Outsourcing the massive computing requirements of cutting-edge utility applications saves time as well as money, Wood Mackenzie Senior Analyst Fei Wang said. “Customer analytics, energy efficiency engagement — all of those DER management systems can be done significantly faster through the cloud. "

That’s a big deal for utilitywide IT implementations that can take years, she said. “It would make sense that utilities want to capitalize on that” to better align costs on their balance sheets. “If there is no regulatory signal to push for the cloud-based solutions, I don’t see why they would risk it.” 

Utilities tend to downplay the opex-capex divide in their explanations of why they aren’t shifting to the cloud more quickly. Instead, they’ve most often cited concerns about data privacy and system security, which remains the top reason cited in Oracle’s ongoing surveys. 

But there’s little reason to presume that an on-premises implementation by utility IT staff would be more secure than a cloud-hosted implementation conducted by IT specialists, said Gavin Sallery, CTO of Kiwi Power. By way of example, the U.K.-based distributed energy aggregation software vendor has certified its on-premise hardware under the UL 2900-2-2 cybersecurity standard in advance of most utility industry vendors, he said. “People are starting to understand that it is OK to run these important things like control systems in the cloud,” Sallery said. “It would be really expensive to store and process that data in the old model.”

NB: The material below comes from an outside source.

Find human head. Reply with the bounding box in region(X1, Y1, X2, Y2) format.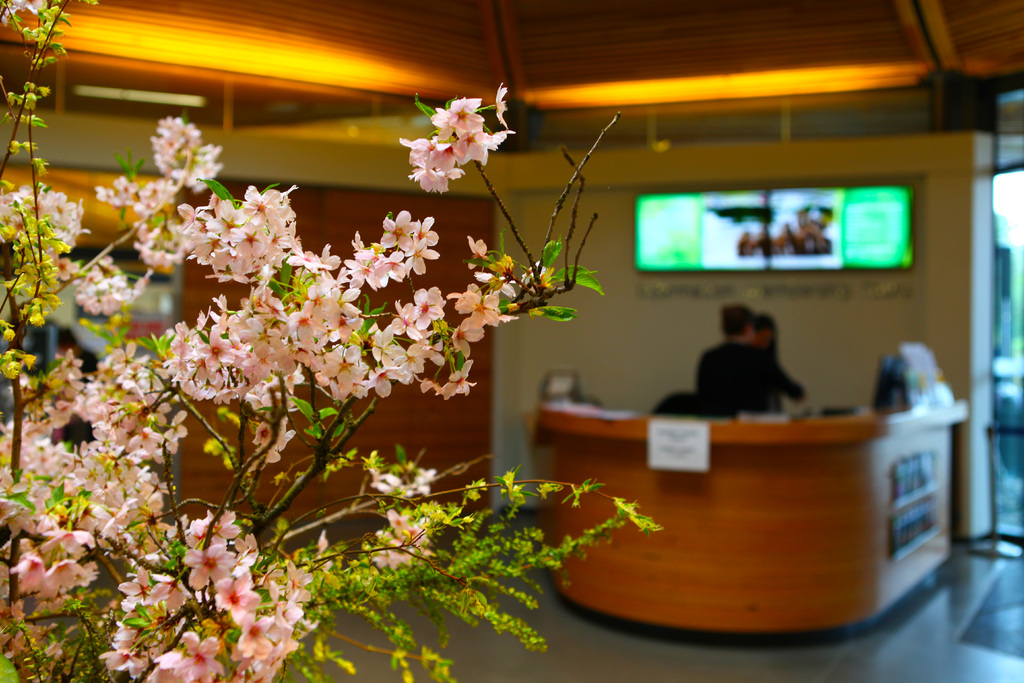
region(744, 309, 781, 357).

Access to the massive scale of computing available in the cloud “is the only real way to achieve the insights people are looking for.” 

Baby steps toward changing cloud computing’s regulatory status

As for changing accounting treatments for cloud computing, about half of the utility regulators Oracle surveyed in 2017 said they were exploring the option. But the changes that have come about have been limited in value, cloud proponents say. 

For example, Pennsylvania regulators have allowed utilities Duquesne Light and UGI Utilities to treat cloud implementation costs as a regulatory asset. And New York regulators have allowed utilities to prepay for cloud services and treat that expense as part of their rate of return. But these changes have the same drawbacks as using the FASB rule: They don’t include the entirety of cloud computing costs, Oracle's Uchin said.

Alabama may serve as a better example, she said. Last year, Southern Company subsidiary Alabama Power asked regulators to “establish a regulatory asset to amortize and earn a regulated rate of return on software investments that included the cloud,” and the state Public Service Commission approved it within the month.

“Alabama now has a precedent," Uchin said. "I think that will perhaps be the more common path forward,” with utilities seeking dispensation through direct appeals to regulators. 

But this approach doesn’t pack the precedent-setting punch that Illinois’ proposal would have accomplished, in terms of getting broad stakeholder agreement on how to standardize an approach for all cloud computing investments in the future, she said. 

“There were many years of work in Illinois by the commission and its staff, and many stakeholders. It was definitely disappointing to come to this conclusion. That being said, it provided an excellent body of evidence that others can work from.” 

AEE’s Danny Waggoner agreed. “It’s good to just recognize that regulation, however it’s designed, creates incentives. We can make those incentives intentional to drive outcomes we want, or we can live with the unintended consequences of what we have and have suboptimal outcomes for customers.”